Watson’s book was the biggest selling parenting manual until Benjamin Spock. His influence on how we have collectively parented for the last century and a bit is huge. He is essentially the reason for all detached parenting methods and all the behaviourist based discipline techniques (time outs, privilege withdrawal, sticker charts) used by both parents and teachers. His granddaughter in her 1990 memoir wrote, “Grandfather’s theories infected my mother’s life, my life, and the lives of millions. How do you break a legacy? How do you keep from passing a debilitating inheritance down, generation to generation, like a genetic flaw?”- Mary Loretta Hartley, granddaughter to John B. Watson; in memoir of her experiences, Breaking the Silence.

And guess what – his research was never even complete. After getting caught having an affair with a student he was kicked out of his research position, and simply published his unfinished findings anyway. He then went on to use his own kids as the test subjects for much of his later publications. Unsurprisingly his own kids were pretty screwed up. Both of his sons attempted suicide. One succeeded; the other only recovered thanks to years of psychoanalysis and eventually became a Freudian analyst. (His father hated Freud)

In The Care and feeding of Children, the first parenting book written by a man to “go viral”, Emmett Luther Holt outlines strict feeding schedules for babies from birth and bans mothers from sleeping with their babies. This same advice is still given in books written by paediatricians today.  Holt also maintained that mothers should refrain from kissing their babies, and a baby under six months old should not be played with. Ever. If said infant should cry in protest wanting to be “indulged” by its mother then, “it should simply be allowed to ‘cry it out’. This often requires an hour, and in extreme cases, two or three hours.
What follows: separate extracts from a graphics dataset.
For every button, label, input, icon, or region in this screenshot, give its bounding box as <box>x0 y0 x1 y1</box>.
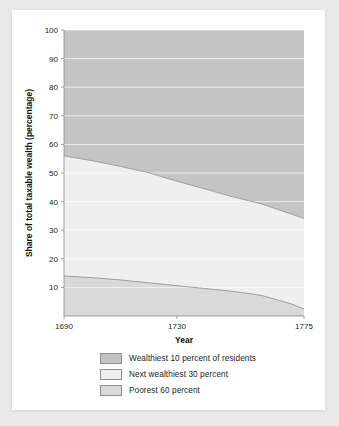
y-tick-label-30: 30 <box>49 226 58 235</box>
y-tick-label-100: 100 <box>45 26 59 35</box>
legend-swatch-poorest-60 <box>100 385 122 396</box>
y-tick-label-60: 60 <box>49 140 58 149</box>
x-tick-label-1690: 1690 <box>55 322 73 331</box>
y-axis-ticks: 102030405060708090100 <box>45 26 64 292</box>
y-tick-label-70: 70 <box>49 112 58 121</box>
chart-legend: Wealthiest 10 percent of residents Next … <box>100 351 320 399</box>
y-tick-label-50: 50 <box>49 169 58 178</box>
y-tick-label-40: 40 <box>49 198 58 207</box>
legend-item-wealthiest-10: Wealthiest 10 percent of residents <box>100 351 320 366</box>
figure-card: 102030405060708090100 169017301775 Share… <box>12 10 325 410</box>
stacked-area-chart: 102030405060708090100 169017301775 Share… <box>12 10 325 410</box>
legend-label-wealthiest-10: Wealthiest 10 percent of residents <box>129 354 256 363</box>
legend-label-poorest-60: Poorest 60 percent <box>129 386 200 395</box>
y-tick-label-90: 90 <box>49 55 58 64</box>
legend-swatch-wealthiest-10 <box>100 353 122 364</box>
chart-plot-area: 102030405060708090100 169017301775 Share… <box>12 10 325 410</box>
y-tick-label-80: 80 <box>49 83 58 92</box>
y-axis-title: Share of total taxable wealth (percentag… <box>24 89 34 257</box>
x-axis-ticks: 169017301775 <box>55 316 313 331</box>
legend-swatch-next-wealthiest-30 <box>100 369 122 380</box>
x-tick-label-1730: 1730 <box>168 322 186 331</box>
legend-item-next-wealthiest-30: Next wealthiest 30 percent <box>100 367 320 382</box>
y-tick-label-10: 10 <box>49 283 58 292</box>
x-axis-title: Year <box>175 335 194 345</box>
y-tick-label-20: 20 <box>49 255 58 264</box>
legend-label-next-wealthiest-30: Next wealthiest 30 percent <box>129 370 228 379</box>
legend-item-poorest-60: Poorest 60 percent <box>100 383 320 398</box>
x-tick-label-1775: 1775 <box>295 322 313 331</box>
A second struggle will seldom last more than ten or fifteen minutes, and a third will rarely be necessary. Such discipline is not to be carried out unless one is sure as to the cause of the habitual crying.”

This is the first known mention of the phrase “Cry It Out” which is now commonly associated with curing bad sleep habits, rather than curbing a baby’s desire to be played with or just generally given human interaction, but you can see the clear allusions to the entire concept of “spoiling” a child with love and affection – if you “let it get it’s way”.